⟨

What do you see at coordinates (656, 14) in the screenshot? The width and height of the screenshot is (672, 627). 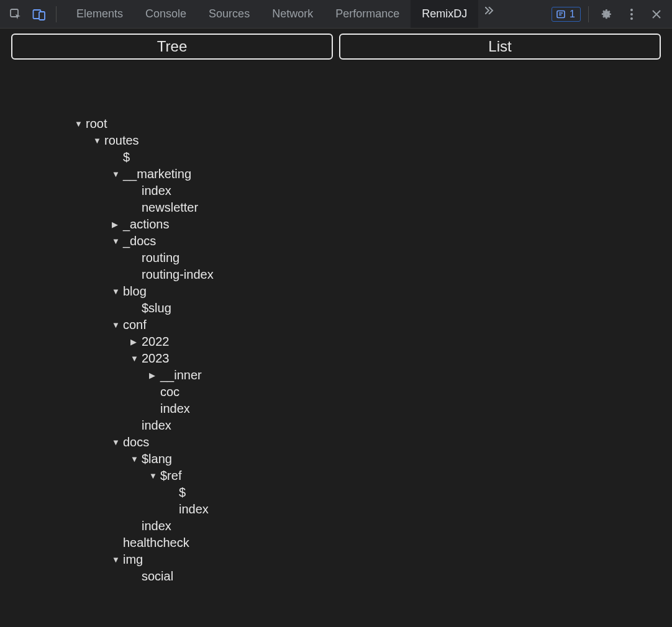 I see `close-icon` at bounding box center [656, 14].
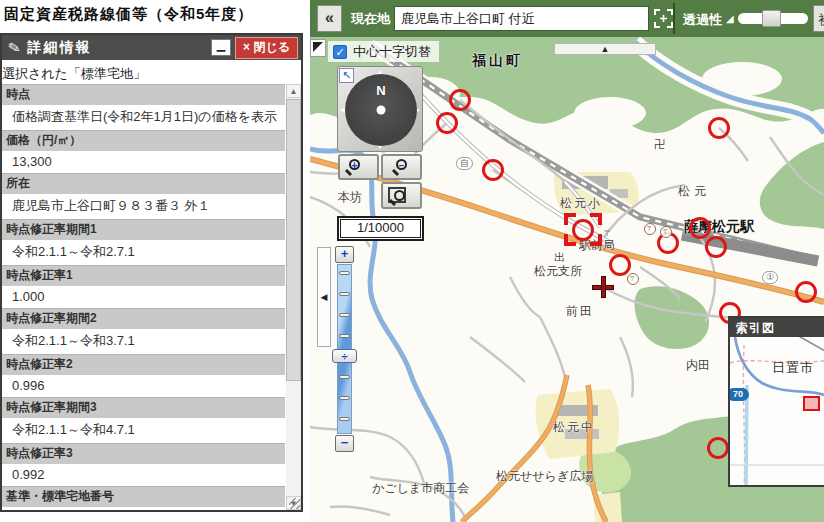  I want to click on center-cross-toggle: ✓ 中心十字切替, so click(384, 52).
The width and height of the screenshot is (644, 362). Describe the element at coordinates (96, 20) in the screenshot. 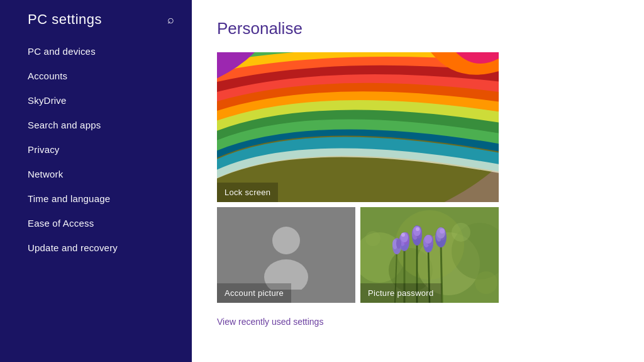

I see `sidebar-header: PC settings ⌕` at that location.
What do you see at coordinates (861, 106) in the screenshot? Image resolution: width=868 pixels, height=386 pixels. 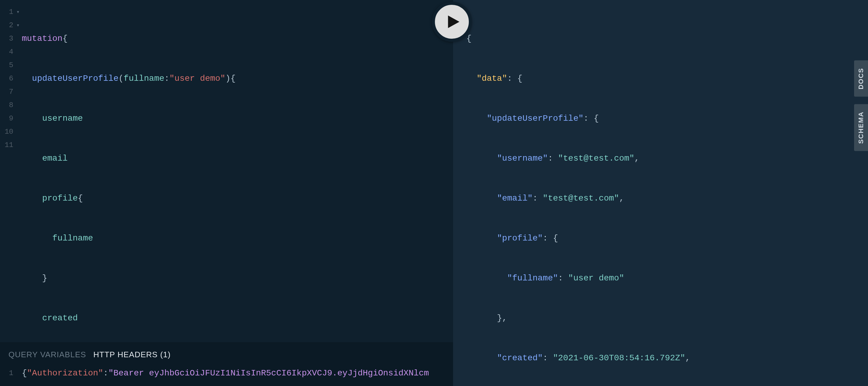 I see `side-tabs: DOCS SCHEMA` at bounding box center [861, 106].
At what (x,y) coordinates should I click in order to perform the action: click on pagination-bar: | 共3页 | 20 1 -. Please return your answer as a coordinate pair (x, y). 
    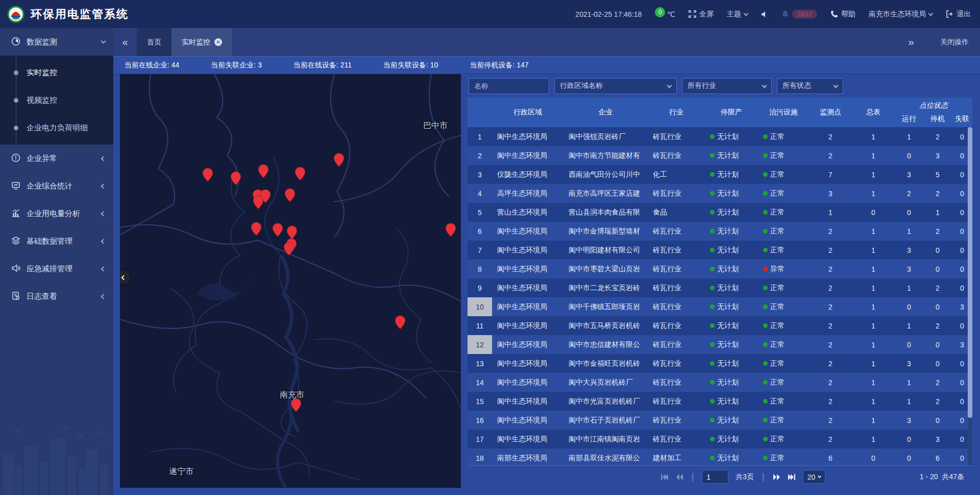
    Looking at the image, I should click on (720, 477).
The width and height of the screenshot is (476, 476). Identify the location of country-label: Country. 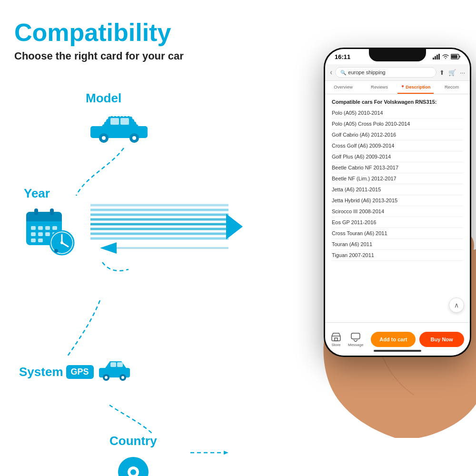
(133, 441).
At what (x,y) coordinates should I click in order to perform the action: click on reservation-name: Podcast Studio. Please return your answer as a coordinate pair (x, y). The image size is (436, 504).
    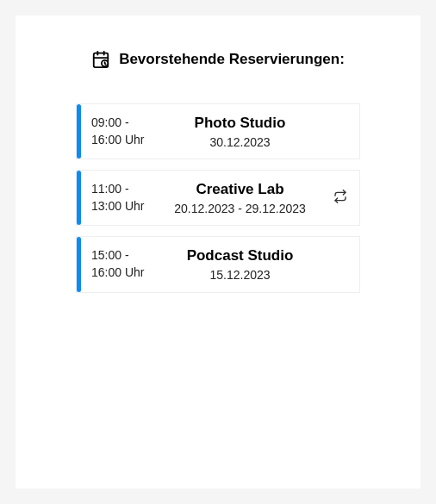
    Looking at the image, I should click on (240, 256).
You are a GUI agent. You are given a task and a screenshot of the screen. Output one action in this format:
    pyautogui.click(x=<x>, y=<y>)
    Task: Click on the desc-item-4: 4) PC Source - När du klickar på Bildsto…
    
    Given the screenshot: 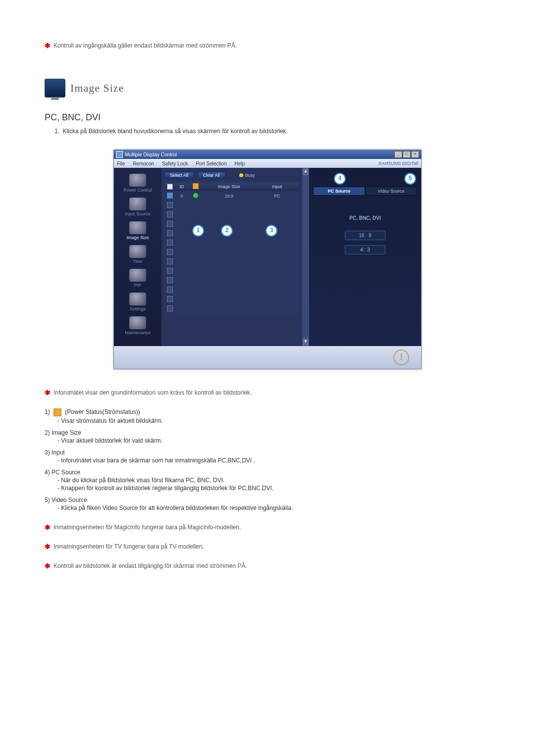 What is the action you would take?
    pyautogui.click(x=268, y=480)
    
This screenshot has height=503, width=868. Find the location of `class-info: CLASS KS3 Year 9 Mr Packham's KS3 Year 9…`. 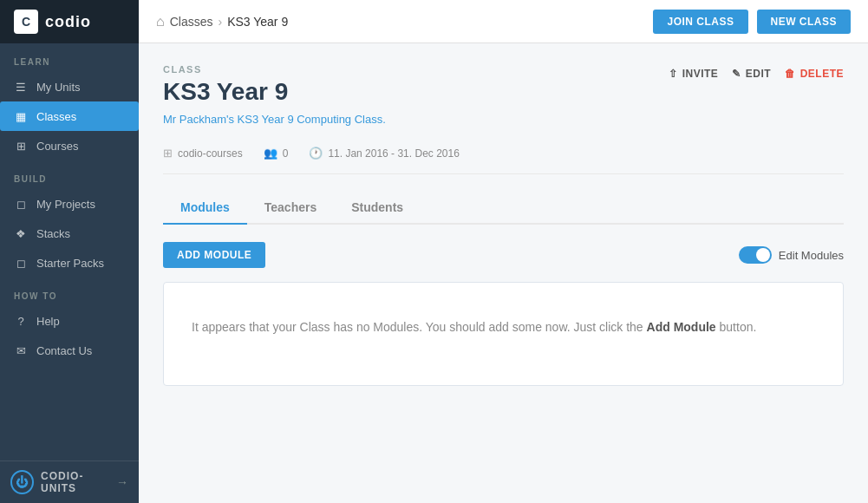

class-info: CLASS KS3 Year 9 Mr Packham's KS3 Year 9… is located at coordinates (274, 102).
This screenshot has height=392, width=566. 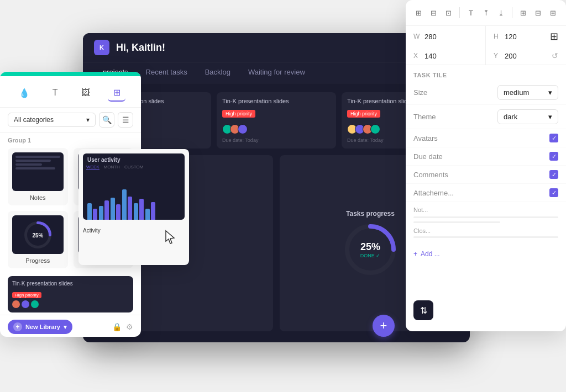 I want to click on width-coord: W 280, so click(x=446, y=36).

⟩

#### What is required
All that is needed is the exact run of lines above from the line containing "You are a GUI" through the line containing "Task: Click on", both of them included.

#### Expected answer
You are a GUI agent. You are given a task and a screenshot of the screen. Output one action in this format:
    pyautogui.click(x=<x>, y=<y>)
    Task: Click on the desc-item-4: 4) PC Source - När du klickar på Bildsto…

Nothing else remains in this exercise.